Friday, July 07, 2006

Sometimes my job sucks...

I know, this is not an original thought or idea, but today it's very true.

As the Technical Facilities Manager for a computer training company, one of my responsibilities is to ensure the classrooms are ready for the next teaching session. In this case, I needed to setup my large classroom for a room rental next week. The event is being sponsored by another company (a training partner), so they have a computer image (a "picture" of sorts of a computer hard drive) I need to install on the computers for the class. Being over 7GB in size, it takes one day to download from their screaming fast (read dripping with sarcasm) FTP site. The next morning, I try to install the image no less than 4 times, each time producing an error. So I call the company and they overnight me 2 DVDs containing a "fixed" image... fixed. Yeah right.

For you readers who aren't into the technical stuff, you might want to skip over the next part. However, since this did take the better part of ALL DAY, I thought it was worth spelling out.

In order to get one of my computers to accept the Ghost© image, I had to:

  1. Remove the Ghost Client partition.
  2. Boot with a Ghost boot disk.
  3. Push the image onto the machine.
  4. Reboot.
Upon reboot, the generic image had no USB drivers, so I couldn't login (mouse and keyboard). So I had to --
  1. Reboot using a Windows 2000 Server boot disc and perform a "repair" in order to get the basic drivers working.
  2. Disable all the Symantec services since I was unable to uninstall it without the disc.
  3. Install the actual Video, NIC, and Audio drivers for this machine.
  4. Repair the installation of MS Office.
  5. Install Windows 2000 SP4.
  6. Install IE 6.1 with the latest service pack.
  7. Reboot using a Ghost boot disk.
  8. Make a new image from the machine.
  9. Using Ghost, multicast it out to the rest of the machines in the classroom.
  10. Go home, die, then go to the theater to play drums (only 3 performances of Godspell left!).
As of this writing (3:45pm PDT), the image is 67% complete (uploading to the server) . If this is my last blog entry ever, you know I committed seppuku.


Print out the data precisely as it appears here, with no pictures.

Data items
/---
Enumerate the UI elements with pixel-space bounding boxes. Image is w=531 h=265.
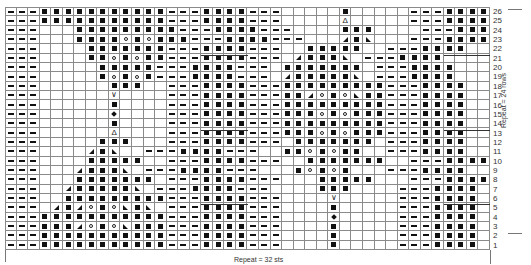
purl-symbol — [19, 132, 25, 134]
chart-cell: Δ — [109, 128, 121, 137]
chart-cell — [351, 35, 363, 44]
chart-cell — [467, 185, 479, 194]
chart-cell — [328, 241, 340, 250]
chart-cell — [340, 100, 352, 109]
chart-cell — [40, 203, 52, 212]
knit-tbl-symbol — [470, 177, 475, 182]
chart-cell — [236, 35, 248, 44]
row-number: 13 — [493, 129, 502, 138]
chart-cell — [201, 100, 213, 109]
left-decrease-icon — [343, 55, 348, 60]
chart-cell — [213, 157, 225, 166]
chart-cell — [40, 110, 52, 119]
knit-tbl-symbol — [331, 233, 336, 238]
knit-tbl-symbol — [354, 27, 359, 32]
chart-cell — [317, 91, 329, 100]
chart-cell — [421, 91, 433, 100]
chart-cell — [455, 147, 467, 156]
chart-cell — [63, 72, 75, 81]
chart-cell — [375, 157, 387, 166]
purl-symbol — [30, 225, 36, 227]
knit-tbl-symbol — [204, 121, 209, 126]
purl-symbol — [169, 244, 175, 246]
purl-symbol — [192, 234, 198, 236]
chart-cell — [467, 7, 479, 16]
knit-tbl-symbol — [227, 18, 232, 23]
knit-tbl-symbol — [123, 186, 128, 191]
knit-tbl-symbol — [354, 158, 359, 163]
purl-symbol — [250, 197, 256, 199]
knit-tbl-symbol — [77, 18, 82, 23]
chart-cell — [28, 203, 40, 212]
chart-cell — [224, 100, 236, 109]
knit-tbl-symbol — [435, 168, 440, 173]
chart-cell — [97, 72, 109, 81]
chart-cell — [155, 194, 167, 203]
chart-cell — [294, 44, 306, 53]
chart-cell — [63, 82, 75, 91]
purl-symbol — [192, 122, 198, 124]
purl-symbol — [180, 104, 186, 106]
purl-symbol — [180, 188, 186, 190]
purl-symbol — [180, 113, 186, 115]
purl-symbol — [192, 48, 198, 50]
chart-cell — [305, 7, 317, 16]
chart-cell — [51, 185, 63, 194]
knit-tbl-symbol — [354, 149, 359, 154]
chart-cell — [409, 91, 421, 100]
knit-tbl-symbol — [77, 9, 82, 14]
purl-symbol — [19, 20, 25, 22]
chart-cell — [144, 138, 156, 147]
chart-cell — [155, 16, 167, 25]
chart-cell — [236, 166, 248, 175]
purl-symbol — [261, 20, 267, 22]
chart-cell — [351, 119, 363, 128]
purl-symbol — [19, 104, 25, 106]
chart-cell — [409, 110, 421, 119]
chart-cell — [409, 128, 421, 137]
chart-cell — [375, 82, 387, 91]
knit-tbl-symbol — [158, 46, 163, 51]
chart-cell — [259, 54, 271, 63]
chart-cell — [247, 231, 259, 240]
chart-cell — [305, 119, 317, 128]
chart-cell — [375, 26, 387, 35]
chart-cell — [340, 166, 352, 175]
purl-symbol — [273, 104, 279, 106]
knit-tbl-symbol — [458, 168, 463, 173]
chart-cell — [305, 26, 317, 35]
knit-tbl-symbol — [42, 214, 47, 219]
chart-cell — [340, 26, 352, 35]
chart-row — [5, 110, 490, 119]
chart-cell — [120, 82, 132, 91]
purl-symbol — [169, 94, 175, 96]
knit-tbl-symbol — [308, 139, 313, 144]
chart-cell — [467, 213, 479, 222]
knit-tbl-symbol — [227, 93, 232, 98]
knit-tbl-symbol — [447, 121, 452, 126]
knit-tbl-symbol — [296, 102, 301, 107]
chart-cell — [17, 128, 29, 137]
chart-cell — [63, 16, 75, 25]
chart-cell — [421, 241, 433, 250]
chart-cell — [40, 16, 52, 25]
chart-cell — [421, 35, 433, 44]
chart-cell — [51, 128, 63, 137]
chart-cell — [294, 138, 306, 147]
chart-cell — [317, 63, 329, 72]
knit-tbl-symbol — [412, 65, 417, 70]
purl-symbol — [192, 38, 198, 40]
chart-cell — [144, 72, 156, 81]
chart-cell — [120, 16, 132, 25]
chart-cell — [40, 82, 52, 91]
chart-cell — [5, 185, 17, 194]
chart-cell — [190, 54, 202, 63]
chart-cell — [375, 194, 387, 203]
chart-cell — [386, 128, 398, 137]
knit-tbl-symbol — [481, 158, 486, 163]
chart-cell — [247, 91, 259, 100]
chart-cell — [201, 157, 213, 166]
purl-symbol — [192, 197, 198, 199]
knit-tbl-symbol — [112, 102, 117, 107]
purl-symbol — [30, 20, 36, 22]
\---
Response area
Enumerate the UI elements with pixel-space bounding boxes. Image is w=531 h=265.
purl-symbol — [19, 132, 25, 134]
chart-cell: Δ — [109, 128, 121, 137]
chart-cell — [351, 35, 363, 44]
chart-cell — [467, 185, 479, 194]
chart-cell — [328, 241, 340, 250]
chart-cell — [340, 100, 352, 109]
chart-cell — [40, 203, 52, 212]
knit-tbl-symbol — [470, 177, 475, 182]
chart-cell — [236, 35, 248, 44]
row-number: 13 — [493, 129, 502, 138]
chart-cell — [201, 100, 213, 109]
left-decrease-icon — [343, 55, 348, 60]
chart-cell — [213, 157, 225, 166]
chart-cell — [40, 110, 52, 119]
knit-tbl-symbol — [331, 233, 336, 238]
knit-tbl-symbol — [354, 27, 359, 32]
chart-cell — [317, 91, 329, 100]
chart-cell — [421, 91, 433, 100]
chart-cell — [455, 147, 467, 156]
chart-cell — [63, 72, 75, 81]
chart-cell — [375, 157, 387, 166]
purl-symbol — [30, 225, 36, 227]
knit-tbl-symbol — [204, 121, 209, 126]
purl-symbol — [169, 244, 175, 246]
purl-symbol — [192, 234, 198, 236]
chart-cell — [467, 7, 479, 16]
knit-tbl-symbol — [227, 18, 232, 23]
knit-tbl-symbol — [123, 186, 128, 191]
knit-tbl-symbol — [354, 158, 359, 163]
purl-symbol — [250, 197, 256, 199]
knit-tbl-symbol — [77, 18, 82, 23]
chart-cell — [28, 203, 40, 212]
chart-cell — [224, 100, 236, 109]
knit-tbl-symbol — [435, 168, 440, 173]
chart-cell — [97, 72, 109, 81]
chart-cell — [155, 194, 167, 203]
chart-cell — [294, 44, 306, 53]
chart-cell — [63, 82, 75, 91]
purl-symbol — [192, 122, 198, 124]
purl-symbol — [180, 104, 186, 106]
purl-symbol — [180, 188, 186, 190]
purl-symbol — [180, 113, 186, 115]
purl-symbol — [192, 48, 198, 50]
chart-cell — [305, 7, 317, 16]
chart-cell — [51, 185, 63, 194]
knit-tbl-symbol — [354, 149, 359, 154]
chart-cell — [409, 91, 421, 100]
knit-tbl-symbol — [77, 9, 82, 14]
purl-symbol — [19, 20, 25, 22]
chart-cell — [144, 138, 156, 147]
chart-cell — [155, 16, 167, 25]
chart-cell — [236, 166, 248, 175]
purl-symbol — [261, 20, 267, 22]
chart-cell — [351, 119, 363, 128]
purl-symbol — [19, 104, 25, 106]
chart-cell — [409, 110, 421, 119]
chart-cell — [409, 128, 421, 137]
chart-cell — [375, 82, 387, 91]
knit-tbl-symbol — [158, 46, 163, 51]
chart-cell — [259, 54, 271, 63]
chart-cell — [247, 231, 259, 240]
chart-cell — [305, 119, 317, 128]
chart-cell — [375, 26, 387, 35]
chart-cell — [340, 166, 352, 175]
purl-symbol — [273, 104, 279, 106]
knit-tbl-symbol — [458, 168, 463, 173]
chart-cell — [305, 26, 317, 35]
knit-tbl-symbol — [42, 214, 47, 219]
chart-cell — [340, 26, 352, 35]
chart-row — [5, 110, 490, 119]
chart-cell — [120, 82, 132, 91]
purl-symbol — [169, 94, 175, 96]
knit-tbl-symbol — [308, 139, 313, 144]
chart-cell — [467, 213, 479, 222]
knit-tbl-symbol — [227, 93, 232, 98]
knit-tbl-symbol — [447, 121, 452, 126]
knit-tbl-symbol — [296, 102, 301, 107]
chart-cell — [17, 128, 29, 137]
chart-cell — [63, 16, 75, 25]
chart-cell — [421, 241, 433, 250]
chart-cell — [40, 16, 52, 25]
chart-cell — [421, 35, 433, 44]
chart-cell — [51, 128, 63, 137]
chart-cell — [294, 138, 306, 147]
chart-cell — [317, 63, 329, 72]
knit-tbl-symbol — [412, 65, 417, 70]
purl-symbol — [192, 38, 198, 40]
chart-cell — [144, 72, 156, 81]
chart-cell — [120, 16, 132, 25]
chart-cell — [40, 82, 52, 91]
chart-cell — [5, 185, 17, 194]
chart-cell — [190, 54, 202, 63]
chart-cell — [375, 194, 387, 203]
chart-cell — [386, 128, 398, 137]
knit-tbl-symbol — [481, 158, 486, 163]
chart-cell — [247, 91, 259, 100]
chart-cell — [201, 157, 213, 166]
purl-symbol — [192, 197, 198, 199]
knit-tbl-symbol — [112, 102, 117, 107]
purl-symbol — [30, 20, 36, 22]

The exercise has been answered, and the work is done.